The Demand for a 10 Hour Day (1835)

The 1830s and 1840s saw a major movement arise for the restriction of labor hours -- limiting the working day to 10 hours. Boston artisans were in the forefront of this movement. Below is an excerpt from a circular they issued.


In the name of the Carpenters, Masons, and Stone Cutters [we] do respectfully represent--

That we are now engaged in a cause which is not only of vital importance to ourselves, our families, and our children, but is equally interesting and equally important to every mechanic in the United States and the whole world. We are contending for the recognition of the natural right to dispose of our own time in such quantities as we deem and believe to be most conducive to our own happiness and the welfare of all those engaged in manual labor.

The work in which we are now engaged is neither more nor less than a contest between money and labor. Capital, which can only be made productive by labor, is endeavoring to crush labor, the only source of all wealth.

We have been too long subjected to the odious, cruel, unjust, and tyrannical system which compels the operative mechanic to exhaust his physical and mental powers by excessive toil, until he has no desire to eat and sleep, and in many cases he has no power to do either from extreme debility. . . .

It is for the rights of humanity we contend. Our cause is the cause of philanthropy. Our opposers resort to the most degrading obloquy to injure us--not degrading to us, but to the authors of such unmerited opprobrium which they attempt to cast upon us. They tell us, "We shall spend all our hours of leisure in drunkenness and debauchery if the hours of labor are reduced." We hurl from us the base, ungenerous, ungrateful, detestable, cruel, malicious slander, with scorn and indignation. . . .

To show the utter fallacy of their idiotic reasoning, if reasoning it may be called, we have only to say they employ us about eight months in the year during the longest and the hottest days, and in short days hundreds of us remain idle for want of work for three or four months, when our expenses must of course be the heaviest during winter. When the long days again appear, our guardians set us to work, as they say, "to keep us from getting drunk." No fear has ever been expressed by these benevolent employers respecting our morals while we are idle in short days, through their avarice. . . . Further, they threaten to starve us into submission to their will. Starve us to prevent us from getting drunk!! Wonderful wisdom!! Refined benevolence!! Exalted philanthropy!!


Locate the line with "Annotate this image: element" in the material. Copy that line and each one after it, through the last, exactly and with nothing else.

═════ Provided data ═════

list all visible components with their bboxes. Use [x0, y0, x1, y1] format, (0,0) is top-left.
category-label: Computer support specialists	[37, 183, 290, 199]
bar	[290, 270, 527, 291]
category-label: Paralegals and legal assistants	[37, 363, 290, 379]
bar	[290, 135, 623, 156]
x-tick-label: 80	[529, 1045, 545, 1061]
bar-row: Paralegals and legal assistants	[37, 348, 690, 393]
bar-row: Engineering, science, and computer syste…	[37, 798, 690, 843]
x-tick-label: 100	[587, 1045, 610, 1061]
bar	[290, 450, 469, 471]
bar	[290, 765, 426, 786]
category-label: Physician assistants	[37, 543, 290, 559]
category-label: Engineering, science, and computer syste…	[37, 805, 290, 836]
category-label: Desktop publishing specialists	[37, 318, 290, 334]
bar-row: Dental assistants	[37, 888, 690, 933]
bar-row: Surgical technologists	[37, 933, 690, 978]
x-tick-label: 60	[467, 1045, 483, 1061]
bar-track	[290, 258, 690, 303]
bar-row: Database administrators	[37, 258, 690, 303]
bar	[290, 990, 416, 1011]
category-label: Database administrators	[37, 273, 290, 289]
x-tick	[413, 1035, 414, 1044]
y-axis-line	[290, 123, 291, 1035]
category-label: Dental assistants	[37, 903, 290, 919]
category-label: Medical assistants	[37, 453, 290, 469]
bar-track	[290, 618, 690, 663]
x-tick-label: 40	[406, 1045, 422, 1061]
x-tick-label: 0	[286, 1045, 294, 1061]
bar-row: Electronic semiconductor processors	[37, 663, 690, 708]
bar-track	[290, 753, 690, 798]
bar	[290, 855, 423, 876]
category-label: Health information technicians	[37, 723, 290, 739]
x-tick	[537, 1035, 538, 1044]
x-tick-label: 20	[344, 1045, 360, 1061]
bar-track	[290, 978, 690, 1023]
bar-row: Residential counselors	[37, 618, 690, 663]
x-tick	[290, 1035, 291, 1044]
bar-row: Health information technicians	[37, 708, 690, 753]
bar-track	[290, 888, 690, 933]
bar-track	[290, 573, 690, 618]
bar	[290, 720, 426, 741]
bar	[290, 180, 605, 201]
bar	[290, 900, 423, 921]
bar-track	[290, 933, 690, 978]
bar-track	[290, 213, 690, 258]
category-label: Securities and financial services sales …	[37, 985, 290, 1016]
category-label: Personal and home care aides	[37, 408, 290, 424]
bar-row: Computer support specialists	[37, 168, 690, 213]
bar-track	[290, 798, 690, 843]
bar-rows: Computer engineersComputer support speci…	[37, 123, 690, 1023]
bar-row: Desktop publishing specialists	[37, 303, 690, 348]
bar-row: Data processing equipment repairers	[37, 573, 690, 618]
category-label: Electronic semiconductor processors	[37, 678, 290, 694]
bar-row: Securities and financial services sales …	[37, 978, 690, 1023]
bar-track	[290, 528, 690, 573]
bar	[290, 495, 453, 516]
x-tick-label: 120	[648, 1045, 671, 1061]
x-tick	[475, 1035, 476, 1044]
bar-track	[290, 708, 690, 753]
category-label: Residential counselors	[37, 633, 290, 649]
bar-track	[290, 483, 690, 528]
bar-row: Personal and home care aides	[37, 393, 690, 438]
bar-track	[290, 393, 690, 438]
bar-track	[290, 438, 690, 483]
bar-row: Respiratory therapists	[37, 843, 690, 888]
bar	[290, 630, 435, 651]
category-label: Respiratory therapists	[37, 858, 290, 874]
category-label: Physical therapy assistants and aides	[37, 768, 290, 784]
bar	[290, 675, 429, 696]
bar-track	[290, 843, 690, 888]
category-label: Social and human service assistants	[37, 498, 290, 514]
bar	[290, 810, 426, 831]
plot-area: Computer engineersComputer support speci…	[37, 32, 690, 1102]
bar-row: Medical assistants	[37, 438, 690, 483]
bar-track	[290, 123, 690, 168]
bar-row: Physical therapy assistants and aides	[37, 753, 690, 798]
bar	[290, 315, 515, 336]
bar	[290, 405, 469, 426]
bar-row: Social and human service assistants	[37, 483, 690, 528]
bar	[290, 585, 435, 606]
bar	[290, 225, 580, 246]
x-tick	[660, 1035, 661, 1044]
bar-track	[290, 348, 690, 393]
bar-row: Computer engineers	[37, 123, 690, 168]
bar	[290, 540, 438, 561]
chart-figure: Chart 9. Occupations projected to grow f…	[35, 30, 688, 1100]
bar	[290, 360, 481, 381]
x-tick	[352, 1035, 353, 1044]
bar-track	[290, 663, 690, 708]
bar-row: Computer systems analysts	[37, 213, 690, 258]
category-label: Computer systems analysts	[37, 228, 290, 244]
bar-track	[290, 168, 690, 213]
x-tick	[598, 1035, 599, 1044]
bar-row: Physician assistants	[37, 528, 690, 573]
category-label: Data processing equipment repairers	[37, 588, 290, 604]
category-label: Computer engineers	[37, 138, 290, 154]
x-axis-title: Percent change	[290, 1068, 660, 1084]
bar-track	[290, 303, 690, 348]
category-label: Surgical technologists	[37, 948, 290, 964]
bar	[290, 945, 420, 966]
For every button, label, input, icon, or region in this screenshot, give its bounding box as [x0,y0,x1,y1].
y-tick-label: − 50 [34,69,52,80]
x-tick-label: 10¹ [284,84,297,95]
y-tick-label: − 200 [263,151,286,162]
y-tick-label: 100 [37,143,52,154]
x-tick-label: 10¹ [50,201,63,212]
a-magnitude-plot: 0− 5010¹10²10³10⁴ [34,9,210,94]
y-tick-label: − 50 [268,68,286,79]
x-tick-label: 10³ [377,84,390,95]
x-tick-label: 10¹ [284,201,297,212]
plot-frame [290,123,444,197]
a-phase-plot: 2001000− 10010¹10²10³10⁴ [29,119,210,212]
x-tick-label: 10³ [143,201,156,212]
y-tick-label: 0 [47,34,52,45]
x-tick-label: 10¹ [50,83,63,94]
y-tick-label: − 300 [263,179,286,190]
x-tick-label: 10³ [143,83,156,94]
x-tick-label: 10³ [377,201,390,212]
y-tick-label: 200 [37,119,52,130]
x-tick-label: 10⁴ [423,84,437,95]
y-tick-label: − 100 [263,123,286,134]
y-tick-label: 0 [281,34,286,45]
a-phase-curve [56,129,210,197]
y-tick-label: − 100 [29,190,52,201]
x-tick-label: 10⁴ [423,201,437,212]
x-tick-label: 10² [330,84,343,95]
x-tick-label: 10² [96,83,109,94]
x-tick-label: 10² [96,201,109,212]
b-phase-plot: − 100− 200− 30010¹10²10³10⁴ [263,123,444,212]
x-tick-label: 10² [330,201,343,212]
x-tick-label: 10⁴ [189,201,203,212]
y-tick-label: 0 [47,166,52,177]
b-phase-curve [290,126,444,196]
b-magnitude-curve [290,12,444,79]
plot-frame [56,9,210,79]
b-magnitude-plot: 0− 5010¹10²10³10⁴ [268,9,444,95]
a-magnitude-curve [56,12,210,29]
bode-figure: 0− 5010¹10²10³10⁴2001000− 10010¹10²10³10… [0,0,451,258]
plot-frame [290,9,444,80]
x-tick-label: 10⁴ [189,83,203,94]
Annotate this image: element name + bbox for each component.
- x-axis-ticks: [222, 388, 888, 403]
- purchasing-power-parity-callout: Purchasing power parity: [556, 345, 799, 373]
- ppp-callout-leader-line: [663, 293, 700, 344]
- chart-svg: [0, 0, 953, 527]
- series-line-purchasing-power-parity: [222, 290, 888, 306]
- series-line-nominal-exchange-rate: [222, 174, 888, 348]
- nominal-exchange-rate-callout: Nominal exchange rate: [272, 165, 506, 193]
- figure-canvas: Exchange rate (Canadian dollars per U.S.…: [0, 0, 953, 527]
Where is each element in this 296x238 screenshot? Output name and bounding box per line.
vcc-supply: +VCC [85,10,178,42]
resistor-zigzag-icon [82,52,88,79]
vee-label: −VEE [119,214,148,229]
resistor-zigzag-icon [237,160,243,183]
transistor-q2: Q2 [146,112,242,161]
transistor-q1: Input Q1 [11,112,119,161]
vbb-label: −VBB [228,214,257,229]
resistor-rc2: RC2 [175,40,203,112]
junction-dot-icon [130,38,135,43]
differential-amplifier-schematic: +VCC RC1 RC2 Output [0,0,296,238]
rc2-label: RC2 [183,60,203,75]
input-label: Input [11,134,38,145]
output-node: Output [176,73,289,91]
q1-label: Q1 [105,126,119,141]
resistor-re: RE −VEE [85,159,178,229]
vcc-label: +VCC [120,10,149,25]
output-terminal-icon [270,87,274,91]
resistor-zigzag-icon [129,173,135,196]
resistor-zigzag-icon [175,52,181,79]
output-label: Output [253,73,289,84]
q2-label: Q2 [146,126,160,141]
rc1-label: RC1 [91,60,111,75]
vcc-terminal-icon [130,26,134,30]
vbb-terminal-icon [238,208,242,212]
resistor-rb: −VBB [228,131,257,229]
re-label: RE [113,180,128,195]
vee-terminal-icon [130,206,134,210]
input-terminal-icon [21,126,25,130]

═════

● Answer space:
Annotate this image: element name + bbox for each component.
- x-axis-ticks: [222, 388, 888, 403]
- purchasing-power-parity-callout: Purchasing power parity: [556, 345, 799, 373]
- ppp-callout-leader-line: [663, 293, 700, 344]
- chart-svg: [0, 0, 953, 527]
- series-line-purchasing-power-parity: [222, 290, 888, 306]
- series-line-nominal-exchange-rate: [222, 174, 888, 348]
- nominal-exchange-rate-callout: Nominal exchange rate: [272, 165, 506, 193]
- figure-canvas: Exchange rate (Canadian dollars per U.S.…: [0, 0, 953, 527]
Where is each element in this 296x238 screenshot? Output name and bounding box per line.
vcc-supply: +VCC [85,10,178,42]
resistor-zigzag-icon [82,52,88,79]
vee-label: −VEE [119,214,148,229]
resistor-zigzag-icon [237,160,243,183]
transistor-q2: Q2 [146,112,242,161]
transistor-q1: Input Q1 [11,112,119,161]
vbb-label: −VBB [228,214,257,229]
resistor-rc2: RC2 [175,40,203,112]
junction-dot-icon [130,38,135,43]
differential-amplifier-schematic: +VCC RC1 RC2 Output [0,0,296,238]
rc2-label: RC2 [183,60,203,75]
input-label: Input [11,134,38,145]
output-node: Output [176,73,289,91]
q1-label: Q1 [105,126,119,141]
resistor-re: RE −VEE [85,159,178,229]
vcc-label: +VCC [120,10,149,25]
output-terminal-icon [270,87,274,91]
resistor-zigzag-icon [129,173,135,196]
resistor-zigzag-icon [175,52,181,79]
output-label: Output [253,73,289,84]
q2-label: Q2 [146,126,160,141]
rc1-label: RC1 [91,60,111,75]
vcc-terminal-icon [130,26,134,30]
vbb-terminal-icon [238,208,242,212]
resistor-rb: −VBB [228,131,257,229]
re-label: RE [113,180,128,195]
vee-terminal-icon [130,206,134,210]
input-terminal-icon [21,126,25,130]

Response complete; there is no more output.